"Confessing Anthropocene"

Skrimshire, Stefan | from Multimedia Library Collection:
Periodicals

Skrimshire, Stefan. “Confessing Anthropocene.” Environmental Humanities 10, no. 1 (2018): 310-29. https://doi.org/10.1215/22011919-4385589.

What is the best way to communicate with far future human (and/or posthuman) societies? This sounds like a question for science fiction, but I ask it in the context of a pressing issue in environmental ethics: the (very) long-term disposal of high-level spent radioactive fuel. To date, the moral justification for burying the waste underground has hinged on the technical possibilities of communicating a message of warning to people living ten thousand years in the future. I argue that the problem with this approach is not only that it insufficiently acknowledges the inevitable failure of the message (though I also consider this); additionally, it serves to mask deeper ethical reflection on the legacy of human life to the deep future. To remedy this, I consider what it would mean to think about deep-future communication as an act of confession. What are the advantages of this category, ethically and politically, over that of warning or instruction? I draw upon the classic theological and philosophical exploration of the confession in that of Saint Augustine and subsequently in Derrida’s mimicking of him, in the light of which I consider the ethics of confession and witness as being haunted by the legacy of one’s actions into deep time. Notwithstanding its critical reception among certain philosophers, a confessing tone may become increasingly pertinent to activists, artists, and faith communities making sense of humanity’s ethical commitments in deep time. (Text from author’s abstract)

© Stefan Skrimshire 2018. Environmental Humanities is available online only and is published under a Creative Commons license (CC BY-NC-ND 3.0).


EXERCISE INSTRUCTIONS => Every line of the listing below is to be repeated exactly; the pictures stay out.
- - -
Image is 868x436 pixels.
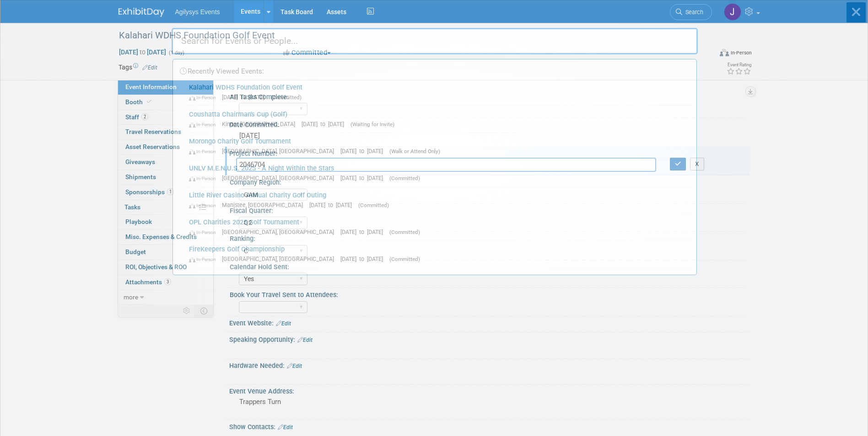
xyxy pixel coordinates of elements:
[359,202,389,209] span: (Committed)
[222,202,308,209] span: Manistee, [GEOGRAPHIC_DATA]
[301,121,349,128] span: [DATE] to [DATE]
[222,94,269,101] span: [DATE] to [DATE]
[390,256,420,262] span: (Committed)
[340,229,388,236] span: [DATE] to [DATE]
[185,187,692,213] a: Little River Casino Annual Charity Golf Outing In-Person Manistee, [GEOGRAPHIC_DATA] [DATE] to [D...
[189,176,220,182] span: In-Person
[222,121,300,128] span: Kinder, [GEOGRAPHIC_DATA]
[340,148,388,155] span: [DATE] to [DATE]
[340,175,388,182] span: [DATE] to [DATE]
[189,149,220,155] span: In-Person
[390,148,440,155] span: (Walk or Attend Only)
[189,203,220,209] span: In-Person
[309,202,357,209] span: [DATE] to [DATE]
[271,94,301,101] span: (Committed)
[185,133,692,159] a: Morongo Charity Golf Tournament In-Person [GEOGRAPHIC_DATA], [GEOGRAPHIC_DATA] [DATE] to [DATE] (...
[185,106,692,132] a: Coushatta Chairman's Cup (Golf) In-Person Kinder, [GEOGRAPHIC_DATA] [DATE] to [DATE] (Waiting for...
[185,241,692,267] a: FireKeepers Golf Championship In-Person [GEOGRAPHIC_DATA], [GEOGRAPHIC_DATA] [DATE] to [DATE] (Co...
[390,175,420,182] span: (Committed)
[189,122,220,128] span: In-Person
[171,28,698,55] input: Search for Events or People...
[189,229,220,236] span: In-Person
[390,229,420,236] span: (Committed)
[189,256,220,262] span: In-Person
[177,59,692,79] div: Recently Viewed Events:
[222,229,339,236] span: [GEOGRAPHIC_DATA], [GEOGRAPHIC_DATA]
[340,256,388,262] span: [DATE] to [DATE]
[185,79,692,105] a: Kalahari WDHS Foundation Golf Event In-Person [DATE] to [DATE] (Committed)
[222,256,339,262] span: [GEOGRAPHIC_DATA], [GEOGRAPHIC_DATA]
[222,148,339,155] span: [GEOGRAPHIC_DATA], [GEOGRAPHIC_DATA]
[189,95,220,101] span: In-Person
[185,214,692,240] a: OPL Charities 2025 Golf Tournament In-Person [GEOGRAPHIC_DATA], [GEOGRAPHIC_DATA] [DATE] to [DATE...
[351,121,394,128] span: (Waiting for Invite)
[185,160,692,186] a: UNLV M.E.N.U.S. 2025 - A Night Within the Stars In-Person [GEOGRAPHIC_DATA], [GEOGRAPHIC_DATA] [D...
[222,175,339,182] span: [GEOGRAPHIC_DATA], [GEOGRAPHIC_DATA]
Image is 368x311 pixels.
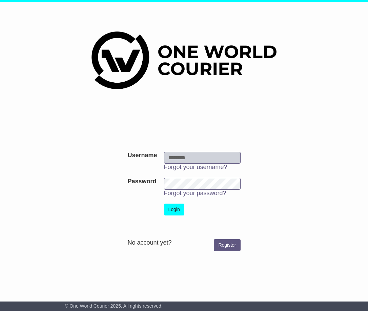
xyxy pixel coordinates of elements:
[65,303,163,309] span: © One World Courier 2025. All rights reserved.
[214,239,240,251] a: Register
[127,239,240,247] div: No account yet?
[127,152,157,159] label: Username
[164,164,228,171] a: Forgot your username?
[164,204,184,216] button: Login
[164,190,227,197] a: Forgot your password?
[92,32,277,89] img: One World
[127,178,156,185] label: Password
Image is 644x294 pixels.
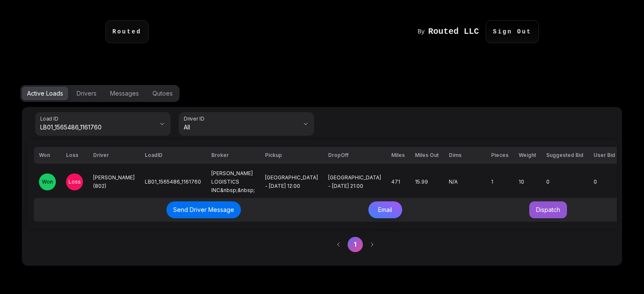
- - -
TASK OUTPUT =>
Image is 868x436 pixels.
xyxy pixel coordinates of elements:
[359,202,389,209] span: (Committed)
[222,202,308,209] span: Manistee, [GEOGRAPHIC_DATA]
[301,121,349,128] span: [DATE] to [DATE]
[222,94,269,101] span: [DATE] to [DATE]
[390,256,420,262] span: (Committed)
[340,229,388,236] span: [DATE] to [DATE]
[185,187,692,213] a: Little River Casino Annual Charity Golf Outing In-Person Manistee, [GEOGRAPHIC_DATA] [DATE] to [D...
[189,176,220,182] span: In-Person
[222,121,300,128] span: Kinder, [GEOGRAPHIC_DATA]
[340,148,388,155] span: [DATE] to [DATE]
[340,175,388,182] span: [DATE] to [DATE]
[189,149,220,155] span: In-Person
[390,148,440,155] span: (Walk or Attend Only)
[189,203,220,209] span: In-Person
[309,202,357,209] span: [DATE] to [DATE]
[271,94,301,101] span: (Committed)
[185,133,692,159] a: Morongo Charity Golf Tournament In-Person [GEOGRAPHIC_DATA], [GEOGRAPHIC_DATA] [DATE] to [DATE] (...
[185,106,692,132] a: Coushatta Chairman's Cup (Golf) In-Person Kinder, [GEOGRAPHIC_DATA] [DATE] to [DATE] (Waiting for...
[185,241,692,267] a: FireKeepers Golf Championship In-Person [GEOGRAPHIC_DATA], [GEOGRAPHIC_DATA] [DATE] to [DATE] (Co...
[390,175,420,182] span: (Committed)
[189,122,220,128] span: In-Person
[171,28,698,55] input: Search for Events or People...
[189,229,220,236] span: In-Person
[390,229,420,236] span: (Committed)
[189,256,220,262] span: In-Person
[177,59,692,79] div: Recently Viewed Events:
[222,229,339,236] span: [GEOGRAPHIC_DATA], [GEOGRAPHIC_DATA]
[340,256,388,262] span: [DATE] to [DATE]
[185,79,692,105] a: Kalahari WDHS Foundation Golf Event In-Person [DATE] to [DATE] (Committed)
[222,256,339,262] span: [GEOGRAPHIC_DATA], [GEOGRAPHIC_DATA]
[222,148,339,155] span: [GEOGRAPHIC_DATA], [GEOGRAPHIC_DATA]
[189,95,220,101] span: In-Person
[185,214,692,240] a: OPL Charities 2025 Golf Tournament In-Person [GEOGRAPHIC_DATA], [GEOGRAPHIC_DATA] [DATE] to [DATE...
[351,121,394,128] span: (Waiting for Invite)
[185,160,692,186] a: UNLV M.E.N.U.S. 2025 - A Night Within the Stars In-Person [GEOGRAPHIC_DATA], [GEOGRAPHIC_DATA] [D...
[222,175,339,182] span: [GEOGRAPHIC_DATA], [GEOGRAPHIC_DATA]
Image is 368x311 pixels.
xyxy pixel coordinates of elements:
[65,303,163,309] span: © One World Courier 2025. All rights reserved.
[214,239,240,251] a: Register
[127,239,240,247] div: No account yet?
[127,152,157,159] label: Username
[164,164,228,171] a: Forgot your username?
[164,204,184,216] button: Login
[164,190,227,197] a: Forgot your password?
[92,32,277,89] img: One World
[127,178,156,185] label: Password
Image is 644x294 pixels.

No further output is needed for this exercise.